We wandered to the right, heading toward the sound of rushing water--the Ovato fountain, a beautiful egg-shaped cascade. Farther down are the water organ, which once moaned and groaned when water coursed through its pipes; the owl fountain (originally rigged with little mechanical birds that were frightened away by a big mechanical owl) and about a dozen smaller fountains. The amazing 100 fountains line a walkway--thin streams spewing from the mouths of creatures, all different, based on characters from Ovid’s “Metamorphosis.”

Advertisement

Thanks to designer Pirro Ligorio (a busy man) and hydraulic engineer Orazio Olivieri, water from the Anio river was pumped uphill to d’Este’s fountains, and the sound of water is everywhere: cascades, waterfalls, jets, trickles, sprays, geysers, water in channels and ponds, pouring down stairs, dripping in grottoes, burbling in rills, arching in drinking fountains.

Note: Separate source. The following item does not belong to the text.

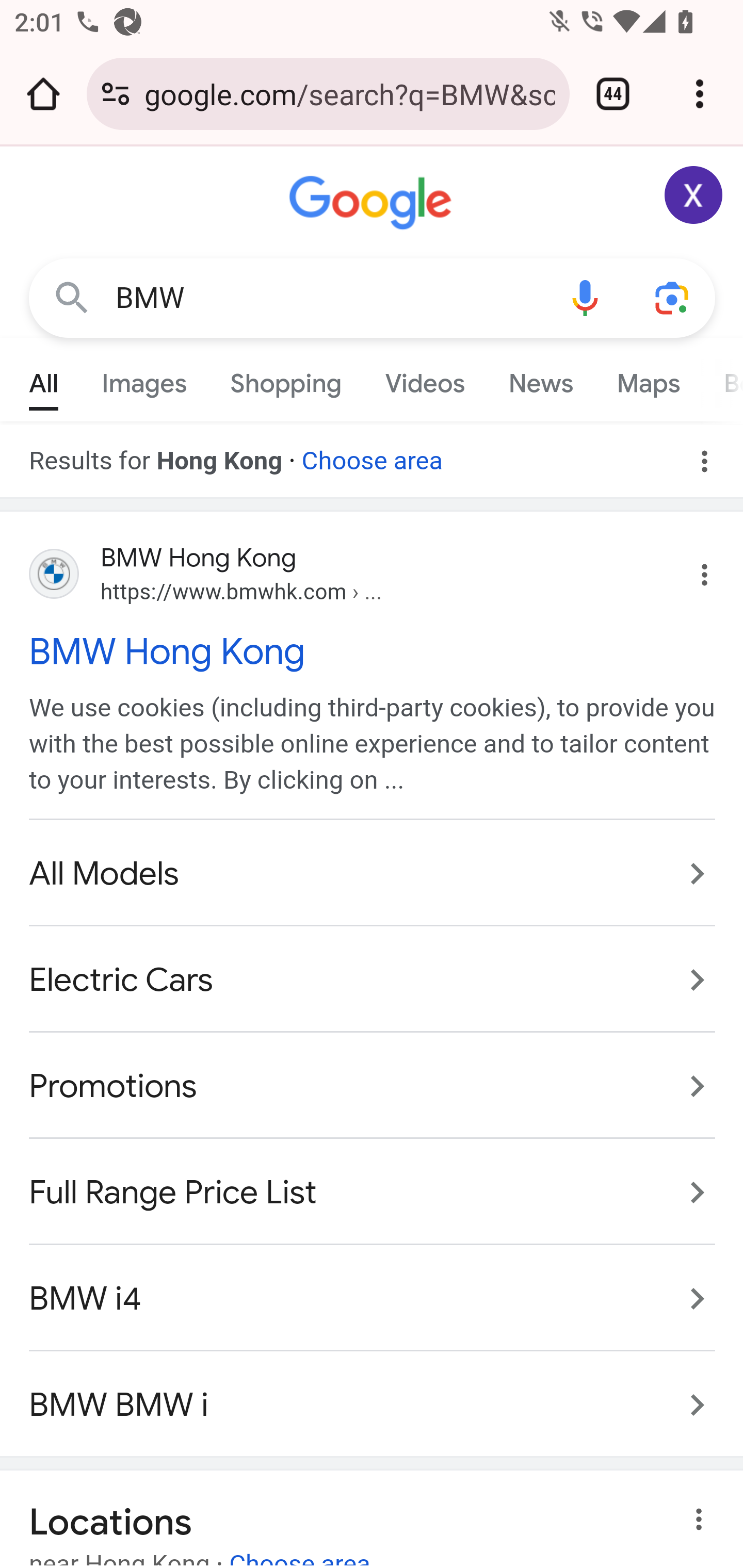  What do you see at coordinates (373, 1394) in the screenshot?
I see `BMW BMW i` at bounding box center [373, 1394].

Four hundred years ago, we would have been drenched. Vincenzo Vincenzi, the fountain maker responsible for much of the waterworks at Villa d’Este, was fond of giochi d’acqua, or water jokes. One of his more memorable gimmicks directed water up from the ground under women’s skirts--a startling cold shower. The cardinal then in residence considered this rude, so Vincenzi made the water jokes more polite, spraying guests in the face and back.

Villa d’Este, for all its glorious Renaissance water system, has not aged well. The few statues that remain (most have been removed to Roman museums for preservation) have lost noses and other parts to erosion, decay and relentless moisture. A miniature stone city, said to be a replica of Rome, has virtually disappeared. Perhaps because of all this--but probably just to observe the afternoon siesta--the water is turned off from 1 to 2 p.m. every day. That’s no joke.